One slide outlining a timeline said a camp would be operational within 90 days of the launch of the project and that it would house 2160 people, along with a laundry, restrooms, showers and a school.
A source working on the project said that the slide deck is part of a planning process that began last year and envisions a total of eight camps, each one capable of sheltering hundreds of thousands of Palestinians.
The proposal did not specify how the Palestinians would be relocated into the camps, or where the camps could be built outside Gaza, but a map shows arrows pointing to Egypt and Cyprus as well as other points labelled "Additional Destination?"
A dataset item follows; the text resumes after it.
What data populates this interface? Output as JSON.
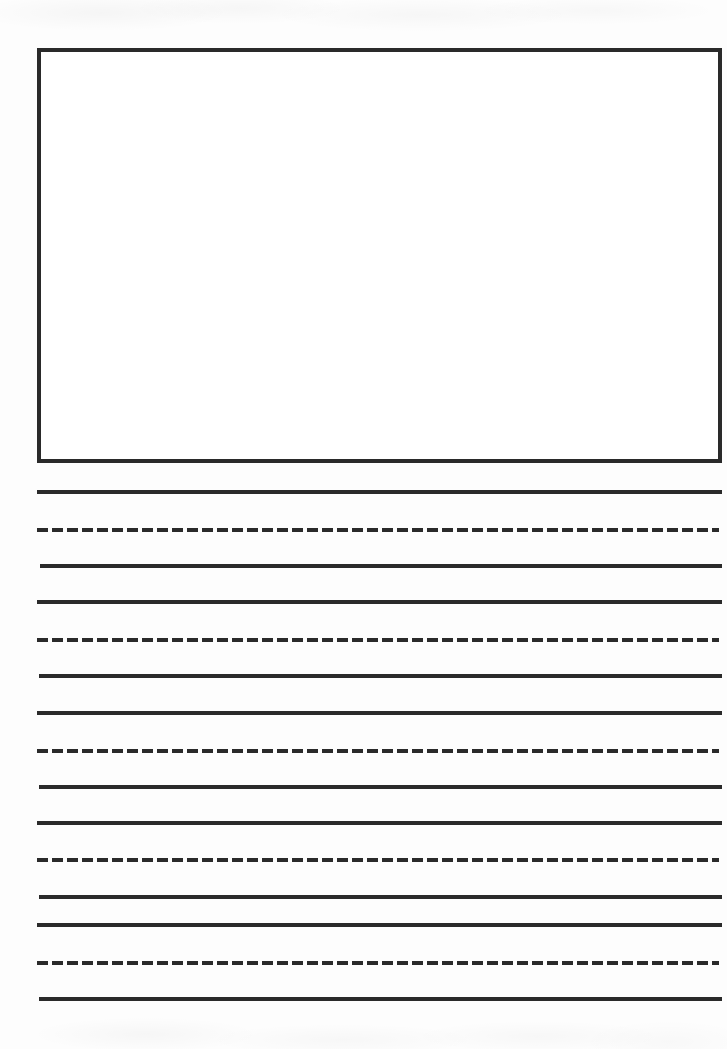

GHF would "oversee and regulate all civil activities required for construction, deradicalisation and temporary voluntary relocation," the proposal said.
Responding to questions from Reuters, three humanitarian experts expressed alarm over details of the plan to build camps.
"There is no such thing as voluntary displacement amongst a population that has been under constant bombardment for nearly two years and has been cut off from essential aid," said Jeremy Konyndyk, president of the Refugees International advocacy group and a former senior US Agency for International Development official who reviewed the plan.
The source who worked on planning for the camps told Reuters that the intent "is to take the fear factor away," enabling Palestinians to "escape control of Hamas" and providing them "a safe area to house their families."
The latest bloodshed in the decades-old Israeli-Palestinian conflict was triggered on 7 October 2023, when Hamas attacked southern Israel, killing around 1200 people and taking 251 hostages, according to Israeli tallies.
Gaza's health ministry says Israel's retaliatory military assault on the enclave has killed over 57,000 Palestinians, caused a hunger crisis, and displaced nearly Gaza's entire population internally.